Posted by Jeff Lucas
Eric Hellweg of Editor of HBR.org is attending the PopTech Conference in Camden, Maine and has a great blog post about a session by Kevin Starr of the Mulago Foundation. Starr applies Polonius's prescription to the mission statements of the socially-conscious businesses that Mulago looks to fund. In fact, he requires that they be no more than eight words in length and follow this formula: verb + target + outcome. Hellweg relates some examples provided which include: "Save endangered species from extinction" and "Improve African children's health."
Now these may not be as elegant as some of those six-word memoirs that continue to be popular (I digress, but I continue to be amazed at what great stuff people come up with in this format on an almost daily basis. Two recent ones: "Photographic memory; running out of film" and "Like Beer, like brownies, hate diabetes"). But I am guessing that they will provide your workforce with a clearer picture of what you want them to focus on and be more likely to be remembered than those that sound like they were created by Dilbert's automatic mission statement generator. For example, our challenge is to assertively network economically sound methods of empowerment so that we continually negotiate performance-based infrastructures.
So, can you get your organization's mission down to eight meaningful and compelling words? I'll give ours a try. Baldrige: "Improving US organizations' performance." We usually add in competitiveness because it is in our establishing legislation, but I think our current definition of performance probably covers that too. What might yours look like?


Exercise description: Leaving out all pictures, retype the records exactly.

Material supplied START

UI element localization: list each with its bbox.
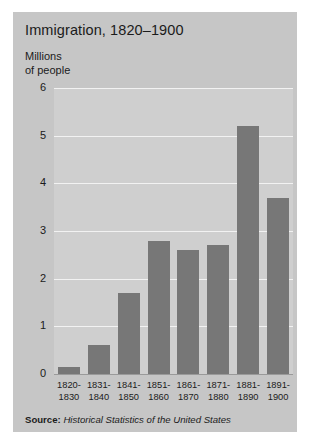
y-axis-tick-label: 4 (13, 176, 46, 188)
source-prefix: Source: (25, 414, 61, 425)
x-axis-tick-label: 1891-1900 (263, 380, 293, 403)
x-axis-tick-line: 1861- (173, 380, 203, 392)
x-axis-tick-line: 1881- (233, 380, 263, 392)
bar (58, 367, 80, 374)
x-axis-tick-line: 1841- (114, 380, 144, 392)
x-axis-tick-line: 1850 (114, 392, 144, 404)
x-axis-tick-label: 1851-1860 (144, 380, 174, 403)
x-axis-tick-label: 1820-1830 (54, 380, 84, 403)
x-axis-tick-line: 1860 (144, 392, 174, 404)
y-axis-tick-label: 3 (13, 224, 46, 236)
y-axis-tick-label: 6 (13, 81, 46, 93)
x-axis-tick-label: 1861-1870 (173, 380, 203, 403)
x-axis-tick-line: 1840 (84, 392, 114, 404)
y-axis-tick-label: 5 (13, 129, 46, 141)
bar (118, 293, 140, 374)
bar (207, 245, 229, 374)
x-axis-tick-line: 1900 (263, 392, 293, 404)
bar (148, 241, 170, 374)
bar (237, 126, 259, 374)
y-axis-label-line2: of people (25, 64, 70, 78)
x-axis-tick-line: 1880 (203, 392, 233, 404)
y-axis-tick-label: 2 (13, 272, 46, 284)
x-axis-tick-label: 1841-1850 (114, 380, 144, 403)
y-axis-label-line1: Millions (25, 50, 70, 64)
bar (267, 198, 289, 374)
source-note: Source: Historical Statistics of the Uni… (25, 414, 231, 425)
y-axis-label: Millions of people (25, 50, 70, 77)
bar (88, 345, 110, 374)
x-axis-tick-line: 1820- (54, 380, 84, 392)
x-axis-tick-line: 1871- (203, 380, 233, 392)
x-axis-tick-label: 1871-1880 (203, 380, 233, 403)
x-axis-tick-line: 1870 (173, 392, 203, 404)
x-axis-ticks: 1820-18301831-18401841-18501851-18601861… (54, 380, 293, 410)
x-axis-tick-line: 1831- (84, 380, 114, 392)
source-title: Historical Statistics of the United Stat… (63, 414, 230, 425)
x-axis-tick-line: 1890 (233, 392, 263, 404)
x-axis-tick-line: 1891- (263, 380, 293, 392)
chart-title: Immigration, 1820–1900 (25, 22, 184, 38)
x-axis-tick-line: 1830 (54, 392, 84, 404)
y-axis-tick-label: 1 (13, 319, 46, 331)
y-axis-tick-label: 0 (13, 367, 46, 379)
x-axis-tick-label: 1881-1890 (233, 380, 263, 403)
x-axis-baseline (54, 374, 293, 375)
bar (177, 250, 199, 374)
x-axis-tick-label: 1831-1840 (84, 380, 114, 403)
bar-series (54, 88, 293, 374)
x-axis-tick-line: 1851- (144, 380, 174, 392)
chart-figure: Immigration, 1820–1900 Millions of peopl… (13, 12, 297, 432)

Material supplied END

Response box:
UI element localization: list each with its bbox.
y-axis-tick-label: 4 (13, 176, 46, 188)
source-prefix: Source: (25, 414, 61, 425)
x-axis-tick-label: 1891-1900 (263, 380, 293, 403)
x-axis-tick-line: 1861- (173, 380, 203, 392)
x-axis-tick-line: 1881- (233, 380, 263, 392)
bar (58, 367, 80, 374)
x-axis-tick-line: 1841- (114, 380, 144, 392)
x-axis-tick-line: 1850 (114, 392, 144, 404)
x-axis-tick-label: 1851-1860 (144, 380, 174, 403)
x-axis-tick-label: 1820-1830 (54, 380, 84, 403)
x-axis-tick-line: 1860 (144, 392, 174, 404)
y-axis-tick-label: 3 (13, 224, 46, 236)
y-axis-tick-label: 6 (13, 81, 46, 93)
x-axis-tick-label: 1861-1870 (173, 380, 203, 403)
x-axis-tick-line: 1840 (84, 392, 114, 404)
y-axis-tick-label: 5 (13, 129, 46, 141)
bar (118, 293, 140, 374)
bar (207, 245, 229, 374)
x-axis-tick-line: 1900 (263, 392, 293, 404)
bar (148, 241, 170, 374)
bar (237, 126, 259, 374)
y-axis-label-line2: of people (25, 64, 70, 78)
x-axis-tick-line: 1880 (203, 392, 233, 404)
y-axis-tick-label: 2 (13, 272, 46, 284)
x-axis-tick-label: 1841-1850 (114, 380, 144, 403)
y-axis-label-line1: Millions (25, 50, 70, 64)
bar (267, 198, 289, 374)
source-note: Source: Historical Statistics of the Uni… (25, 414, 231, 425)
y-axis-label: Millions of people (25, 50, 70, 77)
bar (88, 345, 110, 374)
x-axis-tick-line: 1820- (54, 380, 84, 392)
x-axis-tick-line: 1871- (203, 380, 233, 392)
x-axis-tick-label: 1871-1880 (203, 380, 233, 403)
x-axis-tick-line: 1870 (173, 392, 203, 404)
x-axis-ticks: 1820-18301831-18401841-18501851-18601861… (54, 380, 293, 410)
x-axis-tick-line: 1831- (84, 380, 114, 392)
source-title: Historical Statistics of the United Stat… (63, 414, 230, 425)
x-axis-tick-line: 1890 (233, 392, 263, 404)
x-axis-tick-line: 1891- (263, 380, 293, 392)
chart-title: Immigration, 1820–1900 (25, 22, 184, 38)
x-axis-tick-line: 1830 (54, 392, 84, 404)
y-axis-tick-label: 1 (13, 319, 46, 331)
y-axis-tick-label: 0 (13, 367, 46, 379)
x-axis-tick-label: 1881-1890 (233, 380, 263, 403)
x-axis-baseline (54, 374, 293, 375)
bar (177, 250, 199, 374)
x-axis-tick-label: 1831-1840 (84, 380, 114, 403)
bar-series (54, 88, 293, 374)
x-axis-tick-line: 1851- (144, 380, 174, 392)
chart-figure: Immigration, 1820–1900 Millions of peopl… (13, 12, 297, 432)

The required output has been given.